In Tinker, Tailor, Soldier, Spy, British spy George Smiley (played by Gary Oldman) downplays the personal betrayals he suffers while trying to track down a mole.

It’s a gray day in London and two men in suits contemplate chess pieces crowned with crumpled photographs of double agents employed by Britain’s secret spy service, code-named “The Circus.”

“There’s a rotten apple,” whispers curmudgeonly MI6 boss Control (played by John Hurt) to his underling. “And we have to find it.”

It’s not Tom Cruise dangling from the world’s tallest office building, but the mind games played in upcoming espionage thriller Tinker, Tailor, Soldier, Spy prove every bit as riveting — and a hell of a lot more realistic — than the shoot-’em-ups we’ve come to expect from Hollywood spy spectacles.

“James Bond films are great to look at and a lot of fun but they are fairy tales,” said director Tomas Alfredson in a Skype interview with Wired.com. “They are not in any way close to anything [that happened] in reality in those days within MI5 or MI6. Tinker, Tailor, Soldier, Spy is not a documentary of course, but I wanted to do a film that was accurate about how it felt and how it looked, and give at least an interpretation of how it actually was.”

The film adaptation of John le Carré’s classic Cold War espionage novel, opening Dec. 9, is the latest low-key espionage story to serve as a brooding reality check to the bigger, badder, louder school of action-fantasy embodied by the James Bond and Mission: Impossible movie franchises.
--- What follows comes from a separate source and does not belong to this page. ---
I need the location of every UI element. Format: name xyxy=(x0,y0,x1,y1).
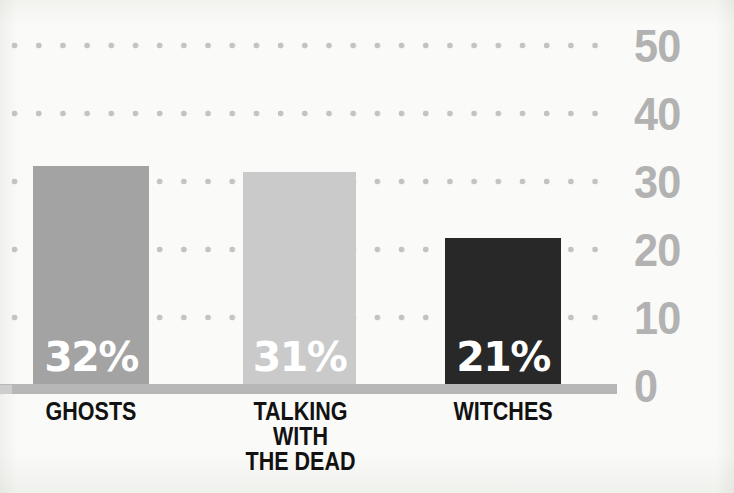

In place of gunplay, car chases and building-hopping, this alt-spy fare focuses on the psychological toll exacted on professional liars who, more often than not, wind up being pawns in their own spy games.

Set in 1973, Tinker, Tailor, Soldier, Spy’s story builds suspense around a succession of intimate betrayals as world-weary George Smiley, played with understated perfection by Gary Oldman, tries to figure out which of his paper-shuffling colleagues is shoveling secrets to the Soviets.
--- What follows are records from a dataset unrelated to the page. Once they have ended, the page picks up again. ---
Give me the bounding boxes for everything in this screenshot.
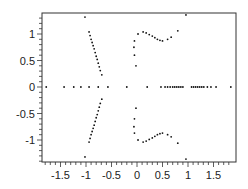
data-point: [84, 156, 86, 158]
data-point: [148, 139, 150, 141]
data-point: [195, 86, 197, 88]
data-point: [169, 86, 171, 88]
data-point: [199, 86, 201, 88]
data-point: [162, 40, 164, 42]
data-point: [89, 138, 91, 140]
data-point: [97, 62, 99, 64]
data-point: [177, 142, 179, 144]
data-point: [178, 86, 180, 88]
data-point: [197, 86, 199, 88]
data-point: [88, 31, 90, 33]
data-point: [154, 135, 156, 137]
data-point: [73, 86, 75, 88]
x-tick-label: 1: [185, 169, 191, 181]
data-point: [94, 121, 96, 123]
data-point: [137, 139, 139, 141]
data-point: [201, 86, 203, 88]
x-tick-label: 0: [134, 169, 140, 181]
data-point: [95, 55, 97, 57]
data-point: [88, 141, 90, 143]
data-point: [159, 39, 161, 41]
scatter-plot: -1.5-1-0.500.511.5 10.50-0.5-1: [0, 0, 248, 189]
y-tick-label: 1: [29, 28, 35, 40]
data-point: [93, 48, 95, 50]
data-point: [167, 86, 169, 88]
data-point: [133, 46, 135, 48]
data-point: [96, 114, 98, 116]
data-point: [98, 106, 100, 108]
x-tick-label: -0.5: [102, 169, 121, 181]
data-point: [98, 66, 100, 68]
data-point: [90, 134, 92, 136]
data-point: [191, 86, 193, 88]
data-point: [162, 132, 164, 134]
data-point: [99, 70, 101, 72]
data-point: [142, 141, 144, 143]
data-point: [154, 37, 156, 39]
data-point: [157, 134, 159, 136]
data-point: [151, 35, 153, 37]
data-point: [133, 126, 135, 128]
data-point: [145, 140, 147, 142]
data-point: [89, 35, 91, 37]
data-point: [167, 134, 169, 136]
y-axis: 10.50-0.5-1: [16, 18, 42, 161]
y-tick-label: 0: [29, 81, 35, 93]
data-point: [170, 36, 172, 38]
x-tick-label: -1: [81, 169, 91, 181]
data-point: [97, 86, 99, 88]
data-point: [142, 31, 144, 33]
x-tick-label: 1.5: [206, 169, 221, 181]
data-point: [94, 52, 96, 54]
x-axis: -1.5-1-0.500.511.5: [45, 162, 229, 181]
data-point: [91, 131, 93, 133]
data-point: [210, 86, 212, 88]
data-point: [96, 59, 98, 61]
data-point: [185, 14, 187, 16]
data-point: [93, 124, 95, 126]
data-point: [180, 86, 182, 88]
data-point: [157, 38, 159, 40]
data-points: [45, 14, 231, 160]
data-point: [137, 33, 139, 35]
data-point: [193, 86, 195, 88]
data-point: [145, 32, 147, 34]
data-point: [135, 107, 137, 109]
y-tick-label: -1: [25, 134, 35, 146]
data-point: [134, 118, 136, 120]
data-point: [177, 30, 179, 32]
data-point: [63, 86, 65, 88]
data-point: [203, 86, 205, 88]
data-point: [160, 86, 162, 88]
data-point: [146, 86, 148, 88]
data-point: [230, 86, 232, 88]
data-point: [148, 34, 150, 36]
data-point: [80, 86, 82, 88]
data-point: [90, 38, 92, 40]
data-point: [91, 42, 93, 44]
data-point: [167, 38, 169, 40]
data-point: [172, 86, 174, 88]
data-point: [101, 74, 103, 76]
data-point: [99, 103, 101, 105]
data-point: [92, 127, 94, 129]
data-point: [134, 40, 136, 42]
data-point: [126, 86, 128, 88]
data-point: [174, 86, 176, 88]
data-point: [164, 86, 166, 88]
data-point: [45, 86, 47, 88]
data-point: [170, 136, 172, 138]
data-point: [151, 137, 153, 139]
data-point: [92, 45, 94, 47]
y-tick-label: -0.5: [16, 108, 35, 120]
data-point: [97, 110, 99, 112]
data-point: [95, 117, 97, 119]
x-tick-label: 0.5: [155, 169, 170, 181]
data-point: [215, 86, 217, 88]
data-point: [107, 86, 109, 88]
data-point: [134, 54, 136, 56]
data-point: [84, 16, 86, 18]
data-point: [101, 98, 103, 100]
x-tick-label: -1.5: [51, 169, 70, 181]
data-point: [206, 86, 208, 88]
“For me, this is a film about loyalty and friendship that has the Cold War as backdrop,” said Alfredson, who wryly describes his movie’s visual template as “damp tweed.”

If Tinker, Tailor’s unglamorous portrait of Cold War spycraft hews close to reality, recently released documentary The Man Nobody Knew flows directly from the strange exploits of William Colby, who led the CIA during one of its most maligned periods and testified before Congress about the spy agency’s “family jewels.”

Seen through the eyes of Colby’s filmmaker son Carl, the movie reveals the damage that a career as a spy can wreak on loved ones — and the questions that can linger.

“Did my father every really love anybody or were we just window dressing, a convenient cover?” Carl Colby asked, recounting his life abroad as the son of a spook in a phone interview with Wired.com.